Brian Bethel met the black-eyed children while paying his cable bill. In 1996 in Abilene, Texas, after finishing a late shift at the local newspaper, he was sitting in his car outside a strip mall, writing a check. Suddenly, the hair on the back of his neck stood up. He noticed a group of teenagers standing close to his car. The teens asked for a ride to their mother’s house to get money for tickets—they wanted to catch a late-night showing at the mall’s movie theater.
But something struck Bethel as odd. The movie they wanted to see had already started—45 minutes ago, in fact—and the teenagers sounded much older than they appeared to be.
Then, in the dim light of the parking lot, he saw: Their eyes were completely black. He threw his car into reverse and sped away. When he glanced back, the children were gone.
Bethel later wrote about this unsettling encounter for the Abilene News-Reporter and, in the decades since, stories about the black-eyed children have cropped up in several countries. Some details change from one account to the next, but scholars and urban legend enthusiasts alike agree that the figures are an example of death personified as a child. These malevolent, otherworldly creatures exploit a widely held belief that children are inherently good. Defenses lowered, their victims allow them inside, inviting death and destruction upon themselves.
At least, that’s the idea.
Author Jason Offutt, who teaches journalism at Northwest Missouri State University, has been researching black-eyed children for more than 10 years. He has interviewed people around the world who claim they’ve encountered the children. “Their eyes are like a rat’s eyes, just black,” Offutt says of the figures’ most notable feature. “There’s no pupil, there’s no white, there’s no iris, it’s just totally black.”
In the stories, the children usually appear to be school-aged, anything from a kindergartener to a high schooler, and wear outdated clothing. In one account, the children wore new clothing with the logo of a sports team that had folded 10 years earlier.
The children are described as speaking in a monotone voice more mature than expected for their apparent age. They often repeat the same phrase. And they are insistent on being let inside, whether it’s into someone’s house or car.
The children plead at first, asking to make a phone call, use the bathroom, or catch a ride, but eventually become more aggressive, says Brigid Burke, an adjunct professor of religion at Montclair State University who has written about the urban legend.
A key element of the encounters, one that echoes older tales of devils and vampires, is that the children must be invited in to have any power over an individual. If denied, they eventually disappear or wander off—but not before terrifying their would-be victims.
“It’s scary because we don’t know what they want,” says Offutt. “We don’t know what they’re going to do when we let them in.”
“There are stories of people who have let them in and then disastrous things happen,” Burke says. According to the tales, catastrophes such as fatal accidents and cancer diagnoses follow in the children’s wake.
“They’re liminal in the sense they’re children but not quite,” Burke says. “There’s an uncanniness there because they sort of look like something that we expect but they’re not.” She adds: “In myth, [children are] supposed to represent a new beginning, a new possibility, a new birth—that’s not what these are.”
Burke says that one of her friends experienced a black-eyed child pounding on her door at 3 a.m., long before she had ever heard of the figures or read Burke’s scholarly research on the phenomenon.
The black-eyed children are not the only malevolent creatures masquerading as the vulnerable. Irish folklore warns of changelings—fairy babies swapped with humans. In some Native American traditions, particularly around California’s Lake Tahoe and Nevada’s Pyramid Lake, water babies are evil spirits (or sometimes merely overzealous guardians) whose cries lure people to their deaths. Like the black-eyed children, these much older folklore figures take advantage of “our desire to help people smaller and more helpless than we are,” Offutt says.
This tactic makes the children especially disturbing. “It seems a lot more calculated,” says Offutt, who claims to be a true believer. “I think this is what they choose to look like.”
Bethel’s tale of the parking lot encounter nearly 30 years ago was the first known mention of the black-eyed children, but the creepy concept has spread like ghostly wildfire online, even as hard evidence remains elusive.
Still, when there’s a knock at the door or a pleading figure suddenly at your car window, it’s best to get a good look at their eyes before letting them in.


Instructions for the task: Read the records beneath this task and copy every line that contains the string "hollowed".

=== Data in this exercise ===

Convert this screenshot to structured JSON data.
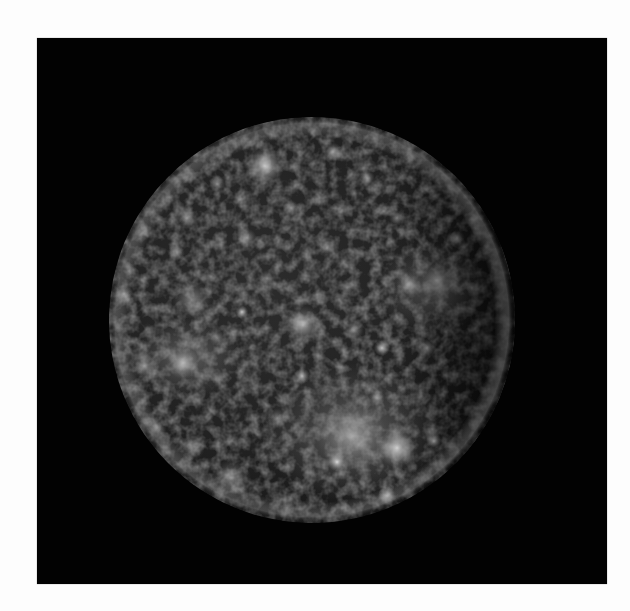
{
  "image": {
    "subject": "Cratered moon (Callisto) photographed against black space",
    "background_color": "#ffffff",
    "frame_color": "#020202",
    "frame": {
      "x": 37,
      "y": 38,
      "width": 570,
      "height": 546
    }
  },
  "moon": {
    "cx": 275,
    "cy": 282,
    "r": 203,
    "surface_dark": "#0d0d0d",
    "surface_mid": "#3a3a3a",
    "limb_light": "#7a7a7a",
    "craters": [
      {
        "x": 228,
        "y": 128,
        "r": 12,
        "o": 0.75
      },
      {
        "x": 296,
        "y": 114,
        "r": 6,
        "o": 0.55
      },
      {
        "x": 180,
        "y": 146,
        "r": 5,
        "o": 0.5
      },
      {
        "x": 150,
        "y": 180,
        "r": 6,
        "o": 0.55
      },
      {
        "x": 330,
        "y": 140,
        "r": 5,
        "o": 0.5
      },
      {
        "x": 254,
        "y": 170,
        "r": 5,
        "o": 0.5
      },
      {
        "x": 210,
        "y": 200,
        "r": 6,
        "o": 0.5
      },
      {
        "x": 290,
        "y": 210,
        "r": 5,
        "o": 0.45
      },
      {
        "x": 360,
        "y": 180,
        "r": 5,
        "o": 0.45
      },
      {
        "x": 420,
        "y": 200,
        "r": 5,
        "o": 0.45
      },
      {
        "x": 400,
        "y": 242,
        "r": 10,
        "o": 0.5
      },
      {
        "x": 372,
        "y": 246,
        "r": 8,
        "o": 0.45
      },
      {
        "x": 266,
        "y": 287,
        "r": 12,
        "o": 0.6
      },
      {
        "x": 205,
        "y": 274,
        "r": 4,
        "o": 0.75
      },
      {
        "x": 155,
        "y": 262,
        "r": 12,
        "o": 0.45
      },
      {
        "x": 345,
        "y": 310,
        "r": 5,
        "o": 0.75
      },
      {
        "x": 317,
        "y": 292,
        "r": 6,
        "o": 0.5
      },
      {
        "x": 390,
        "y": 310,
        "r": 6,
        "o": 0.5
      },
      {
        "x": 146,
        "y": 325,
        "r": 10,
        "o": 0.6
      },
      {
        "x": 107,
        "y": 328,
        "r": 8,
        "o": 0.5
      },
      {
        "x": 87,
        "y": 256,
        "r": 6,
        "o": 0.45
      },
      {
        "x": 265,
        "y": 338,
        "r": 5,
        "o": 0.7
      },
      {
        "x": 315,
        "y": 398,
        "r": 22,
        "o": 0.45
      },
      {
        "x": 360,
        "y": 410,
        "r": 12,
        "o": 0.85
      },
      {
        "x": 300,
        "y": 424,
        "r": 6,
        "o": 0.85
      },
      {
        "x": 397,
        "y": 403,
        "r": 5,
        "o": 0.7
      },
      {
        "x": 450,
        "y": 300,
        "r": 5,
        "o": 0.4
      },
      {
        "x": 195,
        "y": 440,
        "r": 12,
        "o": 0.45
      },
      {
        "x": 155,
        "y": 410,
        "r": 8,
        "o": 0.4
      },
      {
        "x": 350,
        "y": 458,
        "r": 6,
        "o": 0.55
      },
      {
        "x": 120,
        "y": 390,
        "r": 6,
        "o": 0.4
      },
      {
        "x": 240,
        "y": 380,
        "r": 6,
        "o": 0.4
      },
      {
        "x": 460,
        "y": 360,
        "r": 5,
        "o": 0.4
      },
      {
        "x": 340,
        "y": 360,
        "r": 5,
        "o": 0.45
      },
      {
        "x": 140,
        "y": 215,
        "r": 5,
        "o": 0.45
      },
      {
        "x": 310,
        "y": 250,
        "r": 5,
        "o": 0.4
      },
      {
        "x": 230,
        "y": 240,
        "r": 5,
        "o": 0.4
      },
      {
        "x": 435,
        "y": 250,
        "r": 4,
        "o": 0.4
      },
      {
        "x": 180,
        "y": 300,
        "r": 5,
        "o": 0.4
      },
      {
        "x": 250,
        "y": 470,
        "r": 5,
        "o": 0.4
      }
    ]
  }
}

===
=== Data in this exercise ===

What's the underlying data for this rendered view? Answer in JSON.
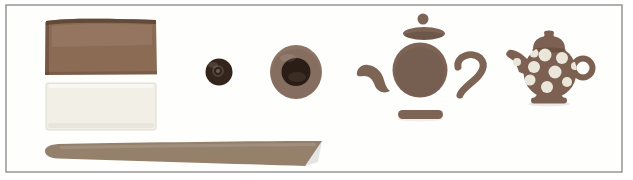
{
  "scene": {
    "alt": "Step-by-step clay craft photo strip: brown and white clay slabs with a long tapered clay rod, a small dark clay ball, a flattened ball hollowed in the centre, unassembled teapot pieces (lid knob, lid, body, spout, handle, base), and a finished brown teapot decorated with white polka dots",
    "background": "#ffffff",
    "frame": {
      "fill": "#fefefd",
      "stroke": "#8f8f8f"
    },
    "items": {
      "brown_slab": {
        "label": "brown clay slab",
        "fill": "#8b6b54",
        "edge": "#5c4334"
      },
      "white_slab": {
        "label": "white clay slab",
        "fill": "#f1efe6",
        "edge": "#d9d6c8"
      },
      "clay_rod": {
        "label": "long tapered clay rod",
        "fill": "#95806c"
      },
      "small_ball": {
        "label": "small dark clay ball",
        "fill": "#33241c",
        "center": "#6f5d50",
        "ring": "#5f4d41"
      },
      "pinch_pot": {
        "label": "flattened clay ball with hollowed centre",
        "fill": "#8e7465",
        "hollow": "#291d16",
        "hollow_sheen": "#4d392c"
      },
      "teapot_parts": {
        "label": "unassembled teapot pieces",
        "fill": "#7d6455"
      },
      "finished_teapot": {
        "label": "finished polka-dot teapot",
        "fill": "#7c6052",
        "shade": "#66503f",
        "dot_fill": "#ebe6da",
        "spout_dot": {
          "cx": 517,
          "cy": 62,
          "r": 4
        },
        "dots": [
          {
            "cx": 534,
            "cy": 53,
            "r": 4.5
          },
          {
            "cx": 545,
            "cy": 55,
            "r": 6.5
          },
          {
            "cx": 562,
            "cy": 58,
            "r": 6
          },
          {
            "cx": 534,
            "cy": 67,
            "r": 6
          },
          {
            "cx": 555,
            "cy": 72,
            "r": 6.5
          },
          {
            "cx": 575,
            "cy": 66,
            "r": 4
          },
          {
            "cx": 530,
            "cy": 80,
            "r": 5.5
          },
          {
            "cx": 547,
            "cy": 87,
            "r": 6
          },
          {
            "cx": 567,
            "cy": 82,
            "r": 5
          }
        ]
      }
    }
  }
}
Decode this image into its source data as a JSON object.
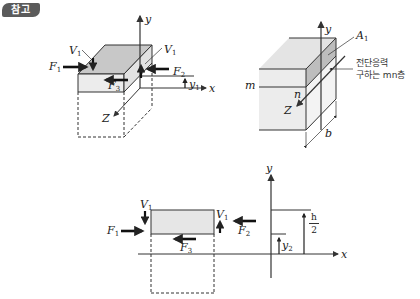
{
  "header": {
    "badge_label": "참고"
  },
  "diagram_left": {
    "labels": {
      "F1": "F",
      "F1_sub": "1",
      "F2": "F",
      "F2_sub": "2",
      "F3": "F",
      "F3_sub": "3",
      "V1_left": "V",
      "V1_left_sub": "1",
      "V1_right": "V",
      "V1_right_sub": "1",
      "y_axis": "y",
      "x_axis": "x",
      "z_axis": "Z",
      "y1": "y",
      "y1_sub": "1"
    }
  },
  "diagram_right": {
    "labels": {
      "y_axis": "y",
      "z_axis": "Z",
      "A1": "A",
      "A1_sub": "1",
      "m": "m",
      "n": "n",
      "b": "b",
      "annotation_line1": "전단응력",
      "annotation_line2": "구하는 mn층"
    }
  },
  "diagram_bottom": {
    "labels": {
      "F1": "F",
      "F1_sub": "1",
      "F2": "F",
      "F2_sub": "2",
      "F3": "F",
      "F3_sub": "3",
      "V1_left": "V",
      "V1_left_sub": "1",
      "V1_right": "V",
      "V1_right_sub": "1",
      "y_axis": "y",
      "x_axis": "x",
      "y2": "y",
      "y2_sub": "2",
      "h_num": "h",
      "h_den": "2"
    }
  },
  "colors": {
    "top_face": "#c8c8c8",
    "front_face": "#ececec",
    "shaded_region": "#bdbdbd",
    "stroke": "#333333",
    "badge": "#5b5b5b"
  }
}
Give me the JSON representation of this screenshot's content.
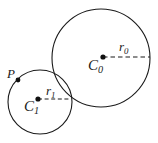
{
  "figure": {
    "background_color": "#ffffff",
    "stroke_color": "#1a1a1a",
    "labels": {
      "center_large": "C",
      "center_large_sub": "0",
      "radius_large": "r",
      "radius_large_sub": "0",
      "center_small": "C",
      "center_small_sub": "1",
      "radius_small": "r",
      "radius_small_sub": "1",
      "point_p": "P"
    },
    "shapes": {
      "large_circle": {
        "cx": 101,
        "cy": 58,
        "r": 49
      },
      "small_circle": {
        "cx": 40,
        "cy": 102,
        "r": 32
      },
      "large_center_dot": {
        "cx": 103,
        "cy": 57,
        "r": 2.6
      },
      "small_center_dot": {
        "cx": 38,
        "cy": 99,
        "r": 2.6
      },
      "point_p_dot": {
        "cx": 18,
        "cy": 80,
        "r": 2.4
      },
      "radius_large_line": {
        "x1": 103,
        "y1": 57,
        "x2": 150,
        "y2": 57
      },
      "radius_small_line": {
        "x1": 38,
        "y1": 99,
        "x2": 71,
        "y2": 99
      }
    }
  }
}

===

Solution to the exercise:
    "alt": "Step-by-step clay craft photo strip: brown and white clay slabs with a long tapered clay rod, a small dark clay ball, a flattened ball hollowed in the centre, unassembled teapot pieces (lid knob, lid, body, spout, handle, base), and a finished brown teapot decorated with white polka dots",
        "label": "flattened clay ball with hollowed centre",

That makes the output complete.